John Lancaster Spalding
They who see through the eyes of others are controlled by the will of others.
John Lancaster Spalding
The innocence which is simply ignorance is not virtue.
John Lancaster Spalding
Exercise of body and exercise of mind are supplementary, and both may be made recreative and educative.
John Lancaster Spalding
We may avoid much disappointment and bitterness of soul by learning to understand how little necessary to our joy and peace are the things the multitude most desire and seek.
John Lancaster Spalding
There are few things it is more important to learn than how to live on little and be therewith content: for the less we need what is without, the more leisure have we to live within.
John Lancaster Spalding
Faith, like love, unites opinion, like hate, separates.
John Lancaster Spalding
The exercise of authority is odious, and they who know how to govern, leave it in abeyance as much as possible.
John Lancaster Spalding
The common man is impelled and controlled by interests the superior, by ideas.
John Lancaster Spalding
In giving us dominion over the animal kingdom God has signified His will that we subdue the beast within ourselves.
John Lancaster Spalding
As a brave man goes into fire or flood or pestilence to save a human life, so a generous mind follows after truth and love, and is not frightened from the pursuit by danger or toil or obloquy.
John Lancaster Spalding
We shrink from the contemplation of our dead bodies, forgetting that when dead they are no longer ours, and concern us as little as the hairs that have fallen from our heads.
John Lancaster Spalding
A liberal education is that which aims to develop faculty without ulterior views of profession or other means of gaining a livelihood.
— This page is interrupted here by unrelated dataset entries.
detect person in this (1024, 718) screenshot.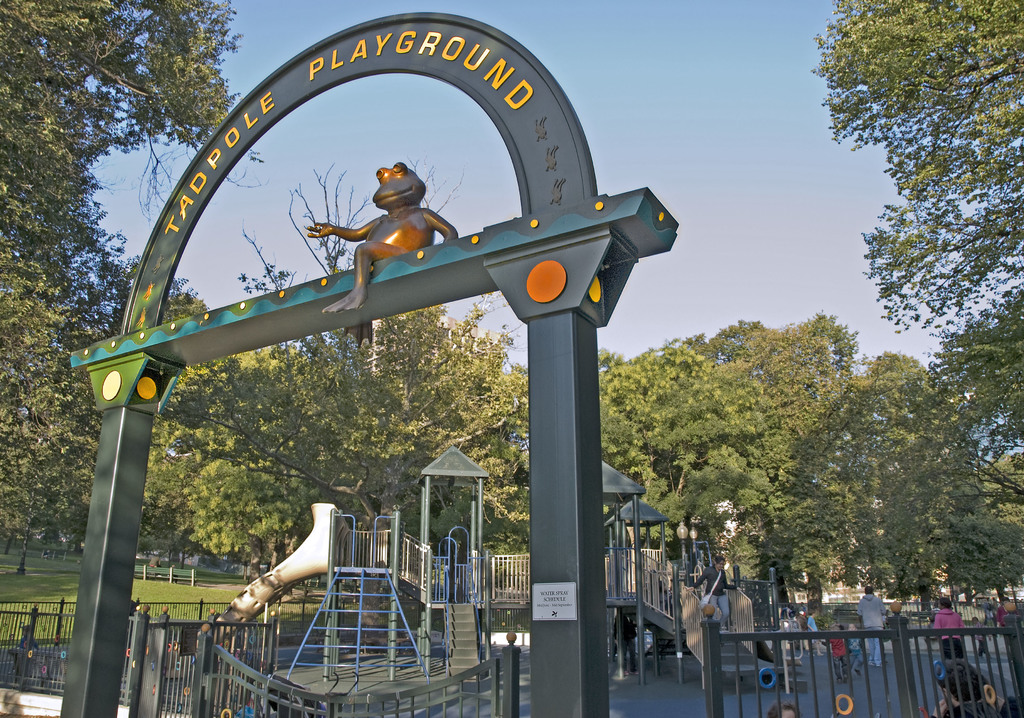
Detection: Rect(838, 622, 845, 681).
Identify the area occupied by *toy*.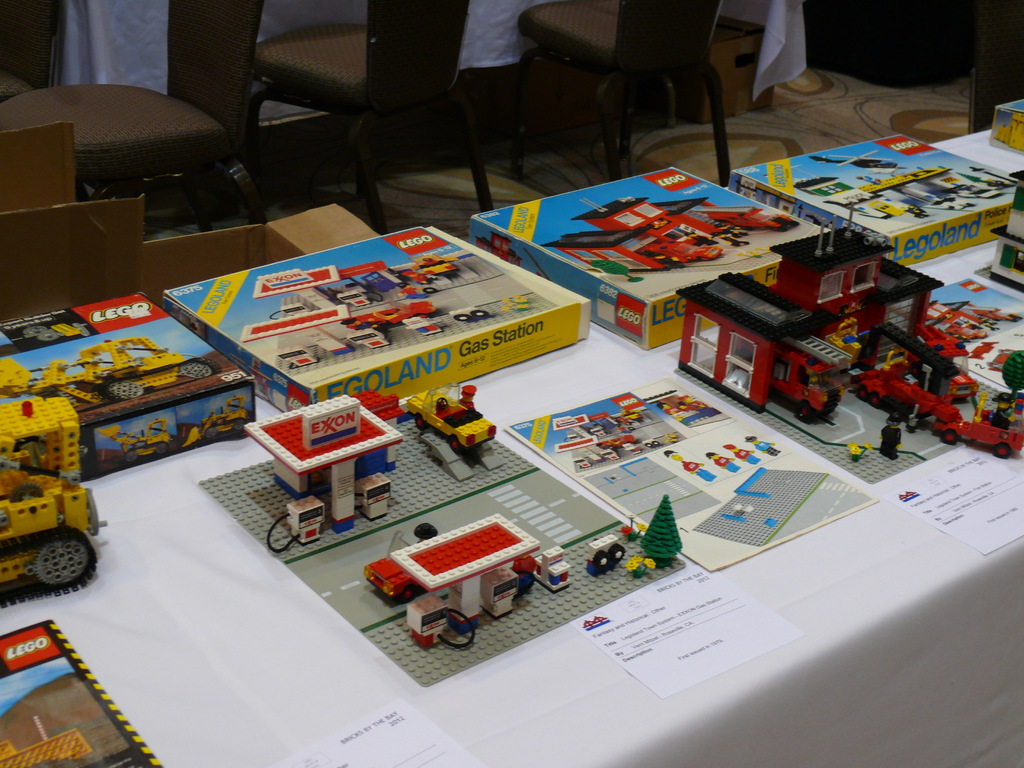
Area: (270,497,324,554).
It considers man an end in himself and not an instrument whereby something is to be wrought. Its ideal is human perfection.
John Lancaster Spalding
The study of law is valuable as a mental discipline, but the practice of pleading tends to make one petty, formal, and insincere. To be driven to look to legality rather than to equity blurs the view of truth and justice.
John Lancaster Spalding
There are who mistake the spirit of pugnacity for the spirit of piety, and thus harbor a devil instead of an angel.
John Lancaster Spalding
We have no sympathy with those who are controlled by ideas and passions which we neither understand nor feel. Thus they who live to satisfy the appetites do not believe it possible to live in and for the soul.
John Lancaster Spalding
Dislike of another's opinions and beliefs neither justifies our own nor makes us more certain of them: and to transfer the repugnance to the person himself is a mark of a vulgar mind.
John Lancaster Spalding
A gentleman does not appear to know more or to be more than those with whom he is thrown into company.
John Lancaster Spalding
A Wise man knows that much of what he says and does is commonplace and trivial. His thoughts are not all solemn and sacred in his own eyes. He is able to laugh at himself and is not offended when others make him a subject whereon to exercise their wit.
John Lancaster Spalding
Culture makes the whole world our dwelling place our palace in which we take our ease and find ourselves at one with all things.